WASHINGTON, D.C. – The U.S. Senate failed to reach the two-thirds majority required to ratify a United Nations Treaty on Rights of the Disabled. Sen. John Kerry (D-Mass.), a leading proponent, called it “one of the saddest days I’ve seen in almost 28 years in the Senate.” Conservatives hailed it as proof that at least a few in the Republican Party remember what it means to stand on their principles.

The treaty, designed to promote and protect the rights and freedoms of people with disabilities, was signed by Ambassador to the U.N. Susan Rice at the direction of President Obama in 2009. The treaty would have obligated the United States to report, every four years, to a CRPD committee.

Opponents pointed out that the U.S. already sets the standard for treatment of people with disabilities via its 22-year-old Americans With Disabilities Act (ADA) and the treaty poses serious sovereignty concerns.
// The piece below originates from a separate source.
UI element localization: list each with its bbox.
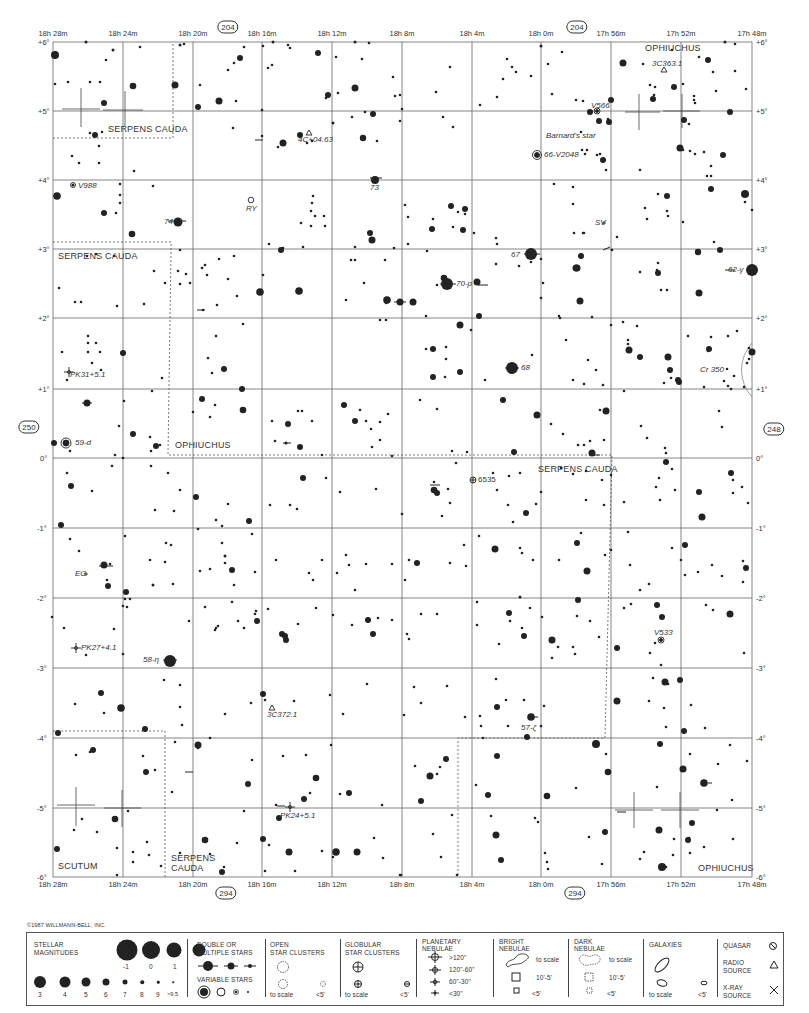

“While the intent of the treaty is noble, what would have happened would have been a huge undermining of U.S. sovereignty,” Concerned Women for America director of legislation Shari Rendall said after the vote. She said the U.S. is the world’s leader in disabilities rights but should not have to subject itself “to an unelected and unaccountable bureaucracy in the United Nations.”

“The U.S. Senate rejected a treaty which would have allowed U.N. bureaucrats to decide what is in the “best interests” of children with disabilities, instead leaving those decisions with parents and caregivers, which is what existing U.S. law already requires,” said Home School Legal Defense Association president Michael Smith.

Senator Kerry said the defeat should be “a wakeup call about a broken institution that’s letting down the American people.” He added, “We won’t give up on this, and the Disabilities Treaty will pass because it’s the right thing to do, but today I understand better than ever before why Americans have such disdain for Congress and just how much must happen to fix the Senate so we can act on the real interests of our country.”

The U.S. International Council on Disabilities also voiced disappointment, issuing a statement that said, “Extremists in the Republican Party blocked a treaty that would protect people with disabilities, help our brave veterans, and would have maintained America’s leadership on global disability rights.”

Joni and Friends, a disability rights group opposed to ratification, said last month that Americans “can advance human dignity for persons with disabilities worldwide by, first, supporting the enforcement of the ADA here at home; and second, investing in those global initiatives which provide spiritual and practical help to improve the wellbeing of people with disabilities everywhere.”

In a letter drafted by Sen. Mike Lee (R-Utah) last summer and signed by 36 senator’s opposition to the treaty was clear. “The writers of the Constitution clearly believed that all treaties presented to the Senate should undergo the most thorough scrutiny before being agreed upon,” it said. “The American people will be electing representatives and senators in November, and the new representatives carrying the election mandate should be afforded the opportunity to review and consider any international agreements that are outstanding at the time of their election.”

When the CRPD was being negotiated, governments insisted that the treaty did not create any new rights – although some senior U.N. officials have been quoted since then as saying that the “right” of reproductive health was enshrined in the treaty.

At that time, Senator Marco Rubio (R-Fla.) proposed introducing wording specifying that the CRPD “does not create any abortion rights, cannot be interpreted to constitute support, endorsement, or promotion of abortion, and in no way suggests that abortion should be promoted as a method of family planning.”

Kerry opposed that amendment, pointing out that there was no agreement within the United States over abortion. Instead, Kerry offered – and the committee approved – what he said was a “neutral” amendment, stating that nothing in the treaty “addresses the provision of any particular health program or procedure.”

In Tuesday’s 61-38 vote, no Democrats voted against the measure. Republicans who voted with the Democrats in favor were Sens. Kelly Ayotte (N.H.), John Barrasso (Wyo.), Scott Brown (Mass.), Susan Collins (Maine), Dick Lugar (Ind.), John McCain (Ariz.), Lisa Murkowski (Alaska) and Olympia Snowe (Maine).